This guide reveals the five most common mistakes employers make when applying for work passes and shows you exactly how to avoid them, using MOM’s own guidelines and real rejection cases. Your next application does not need to be a gamble.


Key Takeaways

  • Misapplying for an Employment Pass (EP) or S Pass can lead to instant rejection. Use MOM’s Self-Assessment Tool (SAT) to determine the correct pass type and improve your application success rate.
  • MOM’s minimum salary thresholds vary by age, experience, and sector. Offering below these benchmarks guarantees rejection. Always check the latest salary tables and align offers with the candidate’s qualifications and market value.
  • Inconsistent information, missing documents, or unverified education credentials can derail your potential employee’s application. Implement a thorough review process to ensure accuracy and completeness before submission.
  • Navigating Singapore’s evolving work pass system requires precision and expertise.

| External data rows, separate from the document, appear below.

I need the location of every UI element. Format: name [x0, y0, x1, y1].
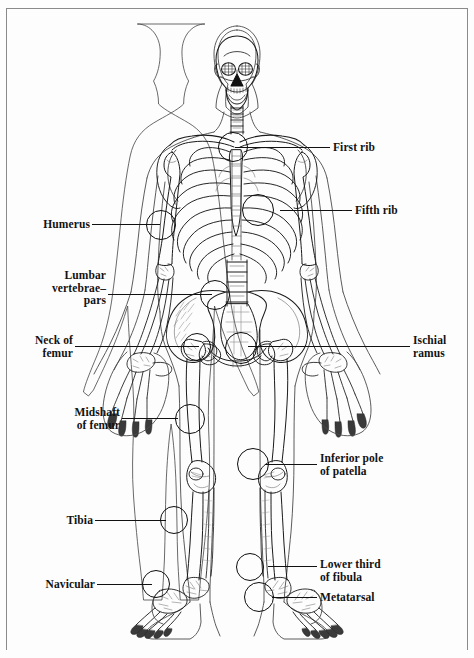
leader-lower-fibula	[268, 566, 317, 567]
marker-midshaft-femur	[175, 404, 205, 434]
marker-lumbar-pars	[200, 280, 230, 310]
label-first-rib: First rib	[333, 141, 453, 154]
anatomy-figure: Humerus Lumbar vertebrae– pars Neck of f…	[0, 0, 474, 658]
leader-fifth-rib	[280, 210, 352, 211]
marker-navicular	[142, 570, 170, 598]
marker-ischial-ramus	[225, 332, 257, 364]
label-midshaft-of-femur: Midshaft of femur	[0, 406, 120, 431]
leader-lumbar	[108, 294, 212, 295]
leader-first-rib	[235, 147, 330, 148]
label-lower-third-of-fibula: Lower third of fibula	[320, 558, 470, 583]
label-navicular: Navicular	[0, 578, 95, 591]
marker-tibia	[160, 506, 188, 534]
leader-tibia	[95, 520, 166, 521]
label-lumbar-vertebrae-pars: Lumbar vertebrae– pars	[0, 269, 106, 307]
label-neck-of-femur: Neck of femur	[0, 334, 73, 359]
leader-metatarsal	[272, 597, 317, 598]
label-tibia: Tibia	[0, 514, 93, 527]
leader-inferior-patella	[265, 464, 317, 465]
leader-neck-of-femur	[75, 346, 199, 347]
marker-first-rib	[218, 132, 248, 162]
label-metatarsal: Metatarsal	[320, 591, 470, 604]
leader-ischial-ramus	[248, 346, 410, 347]
marker-metatarsal	[244, 582, 274, 612]
marker-inferior-patella	[237, 448, 269, 480]
label-humerus: Humerus	[0, 218, 90, 231]
marker-fifth-rib	[242, 194, 274, 226]
label-inferior-pole-of-patella: Inferior pole of patella	[320, 452, 470, 477]
marker-lower-fibula	[236, 553, 264, 581]
label-ischial-ramus: Ischial ramus	[413, 334, 473, 359]
marker-neck-of-femur	[183, 333, 211, 361]
leader-midshaft-femur	[122, 418, 178, 419]
label-fifth-rib: Fifth rib	[355, 204, 465, 217]
marker-humerus	[146, 210, 176, 240]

Partnering with specialists like InCorp ensures compliance, reduces errors, and streamlines the hiring process.

Mistake 1: Choosing the Wrong Pass Category

Applying for an Employment Pass (EP) when your candidate suits an S Pass (or vice versa) almost guarantees instant rejection. This fundamental error stems from a misunderstanding of what each pass type is designed for.

The EP targets professionals, managers, and executives in specialised roles. Companies face no quotas or levies when hiring EP holders, making this the most attractive option. The S Pass, on the other hand, serves mid-skilled workers, such as technicians, who hold relevant diplomas.

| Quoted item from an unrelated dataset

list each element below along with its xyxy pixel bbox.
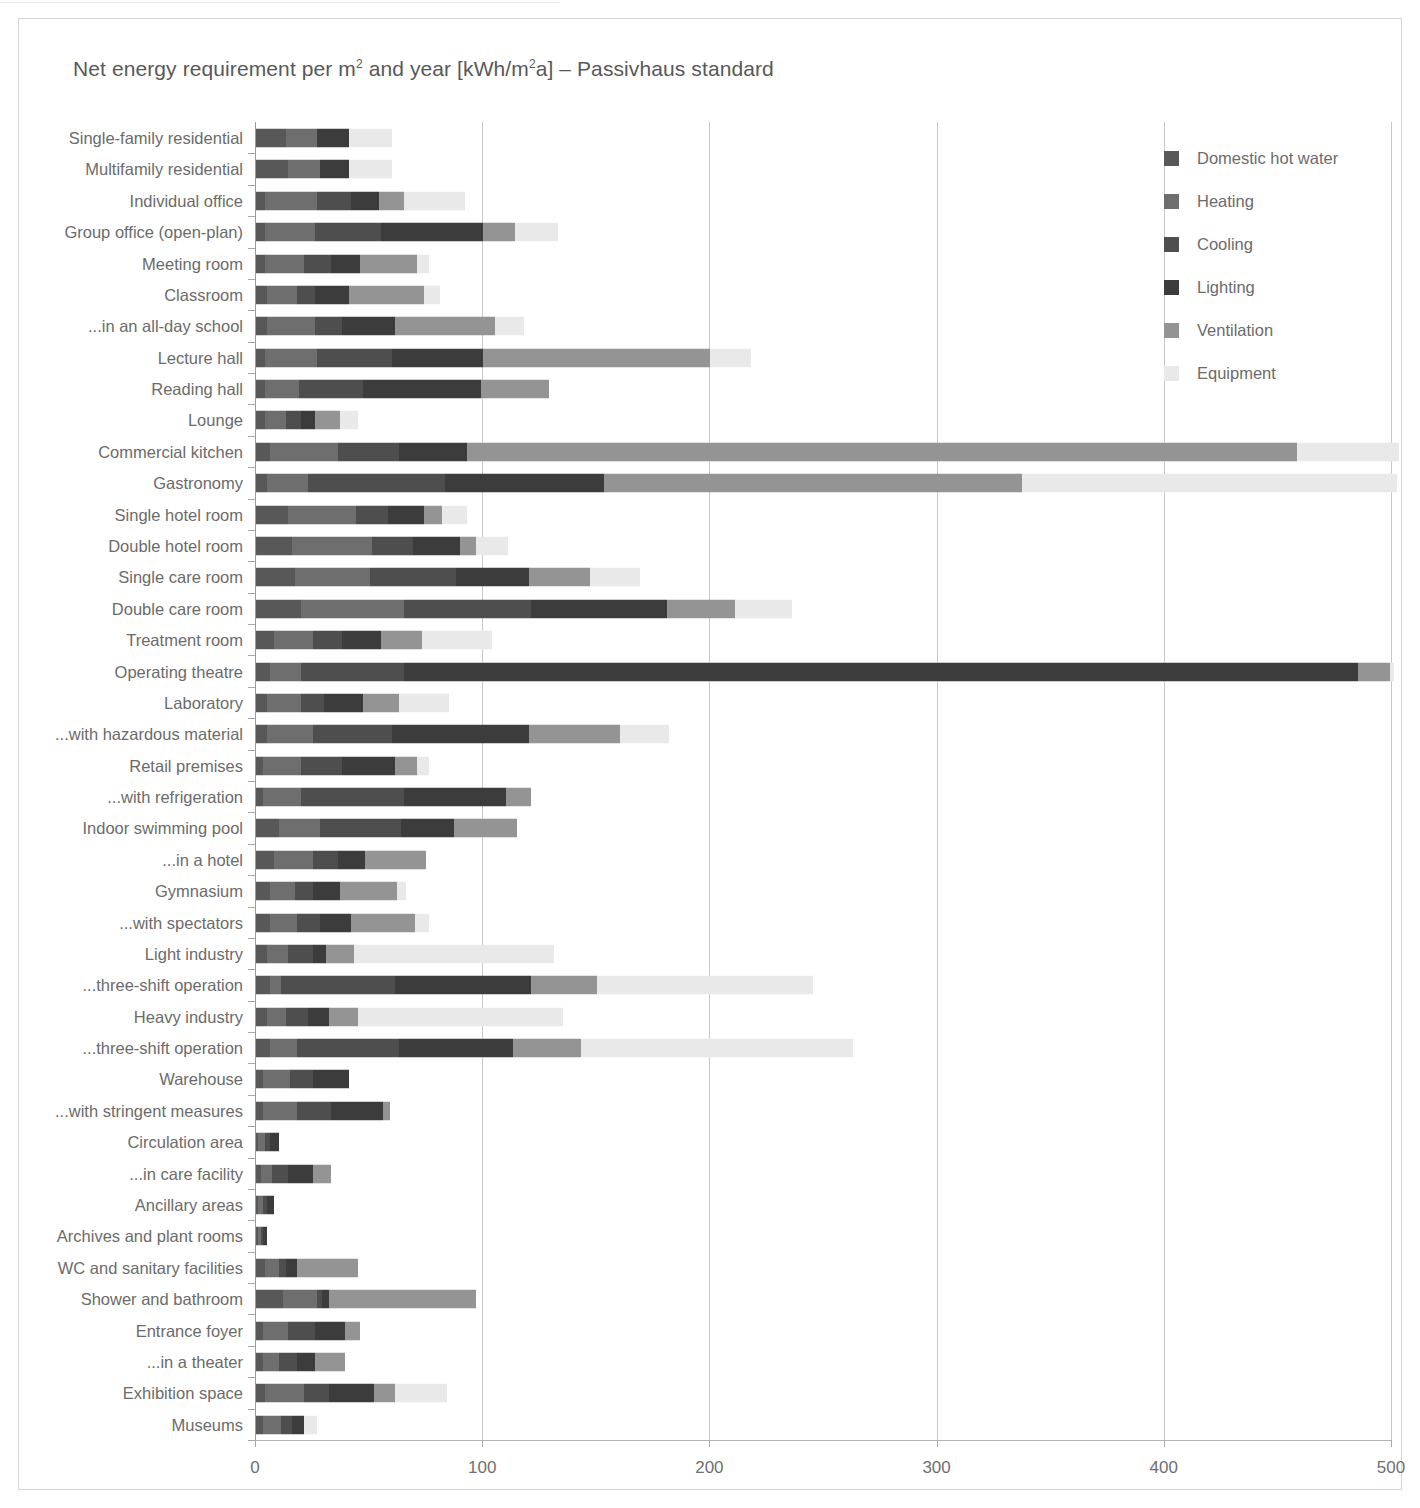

Unlike EPs, S Pass holders count against your quota and trigger a monthly levy – S$650 from September 2025. Work Permits apply to semi-skilled workers in construction, manufacturing, marine, and services sectors, with the strictest quotas and regulations.

Related Read: S Pass vs Work Permit (WP): A Comparison

A failed EP application wastes your non-refundable application fee and recruitment timeline. Choosing S Pass when EP was possible means consuming quota and paying monthly levies you did not need to incur. Use MOM’s Self-Assessment Tool before making any job offer. MOM states that a SAT approval indicates an approximately 90% success rate when your application is complete.


Mistake 2: Salary Miscalculations and Outdated Benchmarks

Offering a salary below MOM’s minimum thresholds guarantees rejection, yet many employers still use outdated figures or ignore age-graduated requirements. These benchmarks change regularly and rise with the candidate’s age and experience level.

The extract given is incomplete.